In wealth management firms, the work rarely stays with one person. Advisors, CSAs, and ops collaborate to cover meetings, review post-meeting summary notes, and draft follow-up emails. Multiple hands are often involved at each step.
The challenge is that you usually want two things at once:
Collaboration (so the right people can help and stay informed)
Proper access control (so you’re not automatically sharing everything across the whole firm)
Vega’s team collaboration feature is built to give you both.
What's a team in Vega?
A team is a named group of two or more Vega users inside the same firm.
Once a team is created, Vega can automatically:
Share access to any new meeting preparation sheets, meeting notes, or automatic email replies that are generated by one member with the rest of their team.
Notify team members by email when new content is generated.
A key detail: a team does not grant full access to all data of one member. Vega shares access only when an event occurs for one of the Vega users in the team, such as:
Pre-meeting preparation sheet being generated
Post-meeting summary notes being generated
Automatic email draft being generated
In those cases, teammates can view the AI-generated content created by Vega, along with the related meeting or email details.
Who can create and edit teams?
Only Vega users with Admin permission level can create, edit, or delete teams for the firm.
Regular Vega users, who do not have Admin privileges, can:
view the teams they’re part of
benefit from sharing and notifications based on the team’s setup
What is an Admin in Vega?
The Admin permission level gives a Vega user full visibility into the firm's setup and access to key administrative controls, including:
Firm users and permissions
Billing and subscription management
Usage and reporting
Both Admin and User permission levels have access to the same AI features in Vega. The difference is strictly in administrative control, not in product capabilities.
Create a Vega team (for Vega users with Admin permission level)
To create a team in Vega:
Go to the Vega settings
Open the Teams section
Click New
Choose a team name and a short description
Add at least two users
Once created, the team will be available as an option in sharing and notification settings elsewhere in Vega.
Create meeting types at the team level
(See the Meeting types article for more details.)
Teams are not only about access and notifications. They are also a major driver of consistency across the firm.
If you’ve built meeting templates you want everyone to use (Onboarding, Plan Review, Prospecting, etc.), you can share those meeting types at the team level, not just within your personal account.
Once a meeting type is shared with a team:
Every team member can view and use that meeting type for their own meetings
You reduce duplicate templates and avoid the “everyone has their own version” problem
This helps standardize how your firm prepares for meetings, documents conversations, and follows up with clients.
Unlike team creation, sharing meeting types does not require Admin permission. Any Vega user who belongs to a team, whether they have Admin or User permission level, can share meeting types with their teammates.
How to share a meeting type with a "Team"
Go to the Vega settings
Open the Meetings section
Click on the meeting type you want to share
The meeting type card will open
Under the Description field, select the Team you want to link to this meeting type
Once linked, that meeting type becomes available to everyone on the team.
Share your meeting outputs with Vega users or teams
To learn how to configure sharing access and notifications for the outputs of a meeting type, read the article Meeting types.
Share your email drafts with Vega users or teams
Email collaboration is configured in the Emails section of the Vega settings.
There, each user can define:
Share drafts with users or teams
Who should have access to the automatic draft emails generated by Vega
Notify users or teams of drafts
Who should be notified when a new draft is created
This allows users to decide exactly how email collaboration should work, whether that means sharing with individual colleagues or with an entire team.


• WHAT IS NEEDED: Copy the records word for word, omitting all pictures.

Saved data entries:
------------------------------
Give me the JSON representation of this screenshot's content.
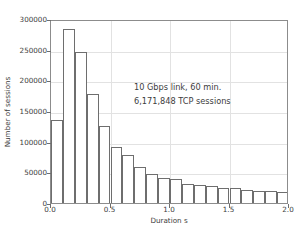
{
  "chart_data": {
    "type": "bar",
    "title": "",
    "xlabel": "Duration s",
    "ylabel": "Number of sessions",
    "xlim": [
      0.0,
      2.0
    ],
    "ylim": [
      0,
      300000
    ],
    "bin_width": 0.1,
    "grid": true,
    "legend": null,
    "xticks": [
      "0.0",
      "0.5",
      "1.0",
      "1.5",
      "2.0"
    ],
    "xtick_values": [
      0.0,
      0.5,
      1.0,
      1.5,
      2.0
    ],
    "yticks": [
      "0",
      "50000",
      "100000",
      "150000",
      "200000",
      "250000",
      "300000"
    ],
    "ytick_values": [
      0,
      50000,
      100000,
      150000,
      200000,
      250000,
      300000
    ],
    "bin_starts": [
      0.0,
      0.1,
      0.2,
      0.3,
      0.4,
      0.5,
      0.6,
      0.7,
      0.8,
      0.9,
      1.0,
      1.1,
      1.2,
      1.3,
      1.4,
      1.5,
      1.6,
      1.7,
      1.8,
      1.9
    ],
    "categories": [
      "0.0-0.1",
      "0.1-0.2",
      "0.2-0.3",
      "0.3-0.4",
      "0.4-0.5",
      "0.5-0.6",
      "0.6-0.7",
      "0.7-0.8",
      "0.8-0.9",
      "0.9-1.0",
      "1.0-1.1",
      "1.1-1.2",
      "1.2-1.3",
      "1.3-1.4",
      "1.4-1.5",
      "1.5-1.6",
      "1.6-1.7",
      "1.7-1.8",
      "1.8-1.9",
      "1.9-2.0"
    ],
    "values": [
      135000,
      283000,
      246000,
      177000,
      125000,
      92000,
      78000,
      58000,
      48000,
      40000,
      39000,
      31000,
      29000,
      27000,
      25000,
      24000,
      22000,
      20000,
      19000,
      18000
    ],
    "annotations": [
      "10 Gbps link, 60 min.",
      "6,171,848 TCP sessions"
    ],
    "colors": {
      "bar_fill": "#ffffff",
      "bar_edge": "#6e6e6e",
      "grid": "#e2e2e2",
      "frame": "#8c8c8c",
      "text": "#3d3d3d",
      "background": "#ffffff"
    }
  }
}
------------------------------
• WRITTEN REPLY:
Give me the JSON representation of this screenshot's content.
{
  "chart_data": {
    "type": "bar",
    "title": "",
    "xlabel": "Duration s",
    "ylabel": "Number of sessions",
    "xlim": [
      0.0,
      2.0
    ],
    "ylim": [
      0,
      300000
    ],
    "bin_width": 0.1,
    "grid": true,
    "legend": null,
    "xticks": [
      "0.0",
      "0.5",
      "1.0",
      "1.5",
      "2.0"
    ],
    "xtick_values": [
      0.0,
      0.5,
      1.0,
      1.5,
      2.0
    ],
    "yticks": [
      "0",
      "50000",
      "100000",
      "150000",
      "200000",
      "250000",
      "300000"
    ],
    "ytick_values": [
      0,
      50000,
      100000,
      150000,
      200000,
      250000,
      300000
    ],
    "bin_starts": [
      0.0,
      0.1,
      0.2,
      0.3,
      0.4,
      0.5,
      0.6,
      0.7,
      0.8,
      0.9,
      1.0,
      1.1,
      1.2,
      1.3,
      1.4,
      1.5,
      1.6,
      1.7,
      1.8,
      1.9
    ],
    "categories": [
      "0.0-0.1",
      "0.1-0.2",
      "0.2-0.3",
      "0.3-0.4",
      "0.4-0.5",
      "0.5-0.6",
      "0.6-0.7",
      "0.7-0.8",
      "0.8-0.9",
      "0.9-1.0",
      "1.0-1.1",
      "1.1-1.2",
      "1.2-1.3",
      "1.3-1.4",
      "1.4-1.5",
      "1.5-1.6",
      "1.6-1.7",
      "1.7-1.8",
      "1.8-1.9",
      "1.9-2.0"
    ],
    "values": [
      135000,
      283000,
      246000,
      177000,
      125000,
      92000,
      78000,
      58000,
      48000,
      40000,
      39000,
      31000,
      29000,
      27000,
      25000,
      24000,
      22000,
      20000,
      19000,
      18000
    ],
    "annotations": [
      "10 Gbps link, 60 min.",
      "6,171,848 TCP sessions"
    ],
    "colors": {
      "bar_fill": "#ffffff",
      "bar_edge": "#6e6e6e",
      "grid": "#e2e2e2",
      "frame": "#8c8c8c",
      "text": "#3d3d3d",
      "background": "#ffffff"
    }
  }
}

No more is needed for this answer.